West Tisbury painter John Athearn (see story on Johnny Athearn, page 33) concurs with Taylor that it is highly unlikely that a master and fine artist such as George Brehm would have kept such an amateurish little painting so carefully stored away with his own life’s work unless it held some great significance.  

One does not have to be an art historian to see that the painting is definitely not from Brehm, Benton, Tom Craven, Norman Rockwell, Johnny Gruelle, Percy Cowan, J.C. Leyendecker, or any of the other highly skilled artists the Brehms hosted on Martha’s Vineyard. 

Many of the painting’s qualities bear a striking resemblance to other known Pollocks from the 1930s, particularly the teardrop shapes used to depict the boats. The ill-defined man seated aboard the skiff is nearly identical to the boaters which appear in Pollock’s 1934 paintings “Menemsha Pond,” and “Seascape.” That same year, Pollock painted “TP’s Boat in Menemsha Pond.” TP was Tom Benton’s son. The artist’s known Vineyard paintings share other characteristics with the painting found in Brehm’s trunk — the use of bold, black lines, brushstrokes, colors, the shape and size of the paintings, and the subject of Menemsha itself, Pollock’s favorite place to paint while on the Island. 

Island artist Allen Whiting recalled that a couple of years ago, the M.V. Museum held a retrospective for Thomas Hart Benton, and included in the show was an early Jackson Pollock landscape that was very similar to the painting in Brehm’s trunk. 

“I know that George offered advice on painting to Vineyard artists,” Taylor said, “like Willie Huntington and John Athearn, who was just a kid at the time. He taught them basic methods of oil painting, and lent out his art supplies.

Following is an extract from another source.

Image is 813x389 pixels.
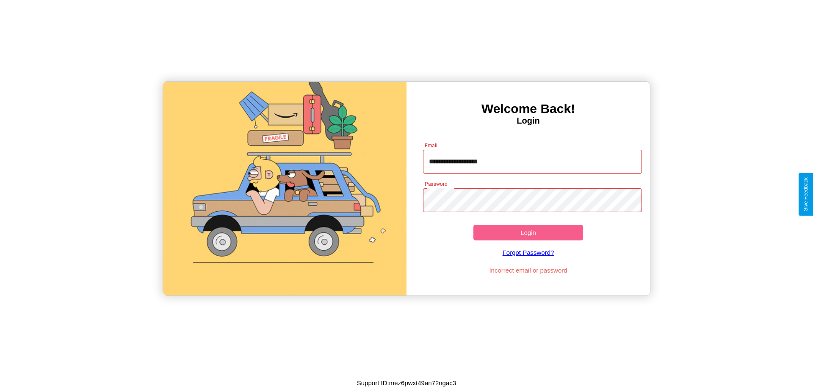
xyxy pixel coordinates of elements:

I spoke with Allen Whiting about this, and he and I both thought it plausible that Jackson Pollock, probably in his early 20s, sat with George on several occasions to learn some of the basics.” 

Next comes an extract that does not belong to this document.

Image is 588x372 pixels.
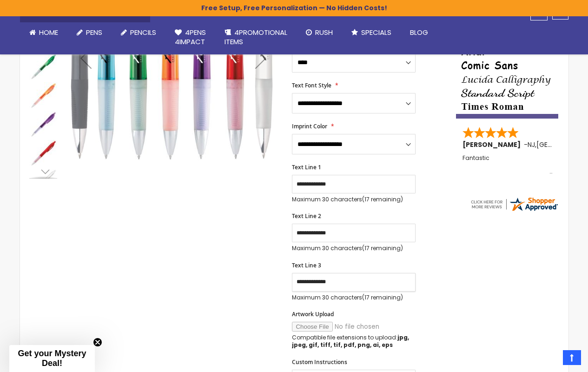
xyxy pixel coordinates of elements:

Whiting also theorized that perhaps Pollock gifted the painting to Brehm out of respect for him as a teacher, or perhaps Brehm bought the painting for a few dollars as a way to encourage Pollock as a fledgling artist.

But why would he include the painting in his trunk? “Jackson Pollock had begun to enjoy recognition in the early 1940s,” Taylor said; “his first show at the Guggenheim was in 1943. That was right about the time that George was entering into semiretirement, and packing his trunk. I think he kept the painting at the Chilmark house because of some fond memory associated with it. It’s likely that with Pollock’s newfound celebrity, the painting suddenly took on even more significance, and perhaps that’s why George chose to save it. There’s nothing insignificant in that trunk. There are originals by the noted impressionist William Forsythe in there, as well.”

In 2018, Taylor had the painting analyzed, and it confirmed that the painting was rendered in the 1930s, which fit with Taylor’s own timeline. 

The appraisers did caution, however, that there are lots of fake Pollocks out there, and the Pollock estate is leery of any “newly discovered” pieces, as many are presented by people trying to make a fast buck. Therefore, even though the provenance for Brehm’s painting is virtually rock-solid, they could not officially authenticate it. 

The reasons they gave were that it’s not a part of the official Pollock catalogue. But then again, how could it be? It had been in Brehm’s trunk for more than 75 years. What’s more, the appraisers felt there was no specific evidence to suggest that Jackson Pollock ever actually gave George Brehm a painting, even though the Brehms and the Bentons were close friends and neighbors both in Chimark and New York City, and Pollock was like a member of the Benton family.

“I’ve shown the painting around, but I’m not sure I’d want to sell it. If it were one of Pollock’s drip paintings, I’d be at Christies in a flash,” Taylor said. “It’s a great little token from the days when the Brehms and Bentons and their artist friends picnicked, swam, and painted at Stonewall Beach back in the 1920s and ’30s. It’s a little piece of a fascinating chapter of Vineyard history, and my great-grandfather was a big part of it.”